Saturday, September 20, 2025

The balanced scorecard for school management: case study of Thai public schools.

 

  1. Research Title
    The balanced scorecard for school management: case study of Thai public schools.
  2. Researcher & Institutional Affiliation
    Nopadol Rompho, Department of Operations Management & Center of Operations and Information Management, Thammasat University, Bangkok, Thailand.
  3. Research Objectives
  • Propose a Balanced Scorecard (BSC) framework tailored to Thai public schools.
  • Empirically test causal relationships among BSC perspectives (Students, Internal Processes, Learning & Growth, Resources) using large-scale school data.
  1. Research Methodology
  • Design: Quantitative, cross-sectional.
  • Sample: 3,351 Thai public schools participating in the “Pracharath” project (government–private sector collaboration).
  • Measures: KPIs mapped to four perspectives:
    • Students (academic excellence; good behaviour)
    • Internal Processes (for academic excellence; for good behaviour)
    • Learning & Growth (teacher quality; teacher ICT/English)
    • Resources (basic infrastructure: electricity, internet, computers, water, campus-wide coverage)
  • Respondents: Students, teachers, English teachers, parents, principals; project partners verified data.
  • Analysis: Structural Equation Modelling (SEM) to test causal paths; model fit accepted (e.g., RMSEA ≈ 0.024). Expert panel (9 education experts) reviewed and interpreted results.
  1. Findings & Recommendations
    Key empirical findings
  • Strong positive paths:
    • Learning & Growth → Internal Processes (both academic & behaviour processes).
    • Internal Processes → Student outcomes (academic excellence & good behaviour).
  • No significant path from Resources (basic infrastructure) to Internal Processes or Learning & Growth in this dataset (likely because nearly all schools already had baseline infrastructure).
  • Descriptives: ONET mean ≈ 37.84%; STEM teaching weakest among process items; student behaviour generally moderate; teacher development perceived as improving.

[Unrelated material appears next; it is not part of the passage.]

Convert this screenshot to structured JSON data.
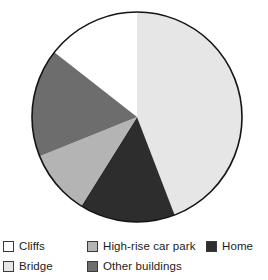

Practice-oriented recommendations (from study discussion)

  • Use the validated “generic” BSC + strategy map as a starting template, then localize targets/initiatives.
  • Prioritize teacher quality development (core driver) before adding new infrastructure.
  • Strengthen community-linked processes (knowledge-sharing; behaviour-support activities; public participation in budgeting).
  • Set measurable targets per KPI; review annually.
  1. Key Insights and Implications
  • Teacher quality is the pivotal intangible resource driving process quality and, through it, student outcomes.
  • Basic infrastructure at “minimum viable levels” is necessary but not sufficient to lift processes—quality/usage matters more than mere availability.
  • A validated, system-level BSC for schools can reduce “indicator overload,” clarify cause–effect logic, and guide strategy execution.
  1. Actionable Recommendations (ready to apply in schools)
  • Build your school’s BSC around four perspectives with the tested linkages; start with a one-page strategy map.
  • Invest in Learning & Growth: coherent teacher development plans (pedagogy, STEM capability, ICT/English), coaching, and performance feedback.
  • Upgrade Internal Processes: child-centric pedagogy, ethics education, STEM lesson design, and structured community engagement calendars.
  • Calibrate Student KPIs: combine ONET and value/behaviour rubrics; track quarterly.
  • Treat Resources as “enablers”: audit quality/uptime/coverage and teacher usage of ICT, not just presence.
  • Govern with targets: set baseline → target → initiatives → quarterly reviews; publish a concise scorecard to staff/community.
  1. Summary
    Using data from 3,351 Thai public schools and SEM, the study validates a school-specific Balanced Scorecard: Learning & Growth (teacher quality) drives Internal Processes (for academics and behaviour), which in turn drive Student outcomes; baseline Resources showed no direct effect in this sample. The model offers a practical, evidence-based template schools can adapt, highlighting teacher development and process excellence as the most effective levers for improving student achievement and behaviour.
  2. References for this Research (select)

  • Rompho, N. (2020). The balanced scorecard for school management: case study of Thai public schools. Measuring Business Excellence, 24(3), 285–300.
  • Kaplan, R. S., & Norton, D. P. (1992). The balanced scorecard: Measures that drive performance. Harvard Business Review, 70(1), 71–79.
  • Kaplan, R. S., & Norton, D. P. (1996). Using the balanced scorecard as a strategic management system. Harvard Business Review, 85(7/8), 150–161.
  • Kaplan, R. S., & Norton, D. P. (2004). Strategy Maps: Converting Intangible Assets into Tangible Outcomes. Boston, MA: Harvard Business School Press.
  • Storey, A. (2002). Performance management in schools: could the balanced scorecard help? School Leadership & Management, 22(3), 321–338.
  • Yüksel, H., & Coşkun, A. (2013). Strategy-focused schools: An implementation of the balanced scorecard. Procedia – Social and Behavioral Sciences, 106, 2450–2459.